The gap which they especially needed to bridge was the period of his life after he rose from General Partner to God—in Gilda Warburton’s words. This was his rise from a young broker to an heir and inheritor of Mr. Warburton’s empire, in which Cabot not only had lost most of his money by foolish investments and wild spending, but committed the major part of his rapes and won for himself his claim to the name of criminal.

No matter how much the Chicagoans talked to him, he could only smile or giggle again, and tell them nothing more occurred to him.

“Get it out of him!”
Princeton Keith commanded both Bernie and Mrs. Bickle.

While Cabot walked up and down in Mrs. Bickle’s apartment, thinking, trying to recapture a bit of his memory, she suggested as a change of pace that they do something with Mr. Warburton’s
Sermons
, which had had such a marked influence on Cabot in prison and were, as he admitted, one of the sources of Cabot’s “cure.”

As Mrs. Bickle listened to Cabot read the
Sermons
, they were, she thought, too “plain” and even perhaps too “pointed,” in an old-fashioned sense, of course.

The mausoleum of wrath, indignation, hatred, loathing, distaste, weariness, ennui, nausea, surfeit, and animadversion that had been the real Mr. Warburton lay buried and flowering in these diatribes against all and everybody, including himself. He had hated everything except baseball, football, and boxing, and finally he hated them as well, especially boxing, for he saw these noble sports as the pawn of criminal minorities who had come over in cattleboats and risen to offices of power.
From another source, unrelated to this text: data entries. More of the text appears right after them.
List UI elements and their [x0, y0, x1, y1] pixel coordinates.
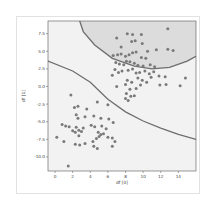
data-point: [140, 56, 143, 59]
data-point: [106, 103, 109, 106]
data-point: [107, 117, 110, 120]
chart-figure: 024681012147.55.02.50.0-2.5-5.0-7.5-10.0…: [16, 16, 200, 194]
data-point: [106, 136, 109, 139]
data-point: [61, 123, 64, 126]
x-tick-label: 0: [54, 174, 57, 179]
data-point: [126, 79, 129, 82]
data-point: [84, 115, 87, 118]
data-point: [142, 65, 145, 68]
y-tick-label: 2.5: [38, 66, 45, 71]
data-point: [122, 63, 125, 66]
data-point: [68, 125, 71, 128]
data-point: [164, 75, 167, 78]
data-point: [135, 72, 138, 75]
data-point: [77, 134, 80, 137]
y-tick-label: 5.0: [38, 49, 45, 54]
data-point: [64, 124, 67, 127]
data-point: [62, 140, 65, 143]
data-point: [121, 70, 124, 73]
data-point: [74, 131, 77, 134]
data-point: [141, 79, 144, 82]
data-point: [139, 84, 142, 87]
data-point: [113, 140, 116, 143]
data-point: [76, 105, 79, 108]
x-tick-label: 14: [176, 174, 182, 179]
data-point: [172, 49, 175, 52]
data-point: [102, 132, 105, 135]
data-point: [184, 77, 187, 80]
x-tick-label: 2: [71, 174, 74, 179]
x-tick-label: 10: [140, 174, 146, 179]
data-point: [116, 53, 119, 56]
data-point: [75, 113, 78, 116]
data-point: [120, 53, 123, 56]
data-point: [85, 108, 88, 111]
data-point: [92, 145, 95, 148]
x-axis-label: df [0]: [116, 180, 128, 185]
data-point: [92, 115, 95, 118]
data-point: [134, 39, 137, 42]
data-point: [118, 62, 121, 65]
data-point: [153, 65, 156, 68]
data-point: [111, 136, 114, 139]
data-point: [124, 55, 127, 58]
data-point: [76, 117, 79, 120]
data-point: [78, 143, 81, 146]
data-point: [158, 84, 161, 87]
data-point: [152, 70, 155, 73]
data-point: [112, 54, 115, 57]
data-point: [130, 40, 133, 43]
data-point: [129, 95, 132, 98]
data-point: [136, 64, 139, 67]
data-point: [133, 62, 136, 65]
data-point: [130, 81, 133, 84]
data-point: [96, 100, 99, 103]
data-point: [149, 63, 152, 66]
data-point: [105, 127, 108, 130]
data-point: [128, 53, 131, 56]
data-point: [141, 42, 144, 45]
data-point: [112, 121, 115, 124]
data-point: [113, 68, 116, 71]
y-tick-label: -7.5: [37, 137, 46, 142]
data-point: [148, 72, 151, 75]
data-point: [96, 147, 99, 150]
data-point: [127, 99, 130, 102]
data-point: [67, 165, 70, 168]
data-point: [124, 97, 127, 100]
data-point: [115, 36, 118, 39]
data-point: [71, 129, 74, 132]
data-point: [146, 50, 149, 53]
data-point: [99, 117, 102, 120]
data-point: [138, 71, 141, 74]
data-point: [128, 60, 131, 63]
data-point: [179, 84, 182, 87]
data-point: [114, 61, 117, 64]
y-tick-label: -10.0: [34, 154, 45, 159]
data-point: [125, 92, 128, 95]
data-point: [131, 33, 134, 36]
data-point: [150, 76, 153, 79]
data-point: [135, 50, 138, 53]
data-point: [131, 67, 134, 70]
y-tick-label: 7.5: [38, 31, 45, 36]
data-point: [91, 140, 94, 143]
data-point: [115, 85, 118, 88]
data-point: [82, 127, 85, 130]
data-point: [120, 46, 123, 49]
data-point: [126, 32, 129, 35]
data-point: [55, 136, 58, 139]
x-tick-label: 8: [124, 174, 127, 179]
data-point: [155, 48, 158, 51]
y-axis-label: df [1]: [21, 90, 26, 102]
data-point: [80, 130, 83, 133]
scatter-plot: 024681012147.55.02.50.0-2.5-5.0-7.5-10.0…: [17, 17, 199, 193]
data-point: [128, 88, 131, 91]
data-point: [136, 77, 139, 80]
data-point: [74, 143, 77, 146]
x-tick-label: 12: [158, 174, 164, 179]
data-point: [75, 126, 78, 129]
data-point: [144, 57, 147, 60]
data-point: [135, 87, 138, 90]
y-tick-label: -5.0: [37, 119, 46, 124]
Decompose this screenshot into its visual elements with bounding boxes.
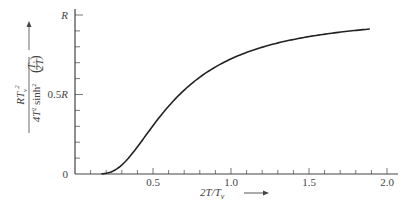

“If I had my way and the strength to do so,” Mr. Warburton’s voice seemed to be filling the room again, “I would open a permanent window on Wall Street and continuously vomit through it for the next 25 years. However, nothing will clear the air.
PLAY BALL
!”

Cabot felt, Mrs. Bickle realized, that with Warby for the first time in his life he was actually talking with another human being about something. When Yale and the Army and his supposititious parents had been Cabot’s façade of reality, everyone talked
around
everything. Warby considered Cabot a failure and Warby had been, Cabot was sure, more than half-right. The old broker had railed a good deal, of course, against the new Wall Street and the new America, and he had hinted at the total failure of human nature, history, government, the cosmos, and god. But as he had perused the
Sermons,
Cabot had had the shattering feeling of entering into some kind of reality.

“America, which began as a society of men with plans, confidence, and good blood in its veins,” Warburton wrote, “has ended in a shambles of scrofulous obscenity and barking half-breeds in which nothing worth selling or connecting is hawked, barked and exposed in its inadequate meretricious shine to a nation of uninterested buyers. Young and old have suffered and are suffering a series of consumer hemorrhages from a non-attendant civilization that has only noise, confusion, pumped-up virility and pornography. It is a nation of salesmen, imbeciles, retired faggots, strip-tease sluts with nothing above or below the navel any more (the pathetic attempt of America to simulate sexual vigor is as unconvincing as her fame as a great hive of business organization). America’s single role at present is to militate confusion, dirt, hollowness, race transvestism so that she can pass as quickly as possible into the cosmic scrap-hole of non-existence.”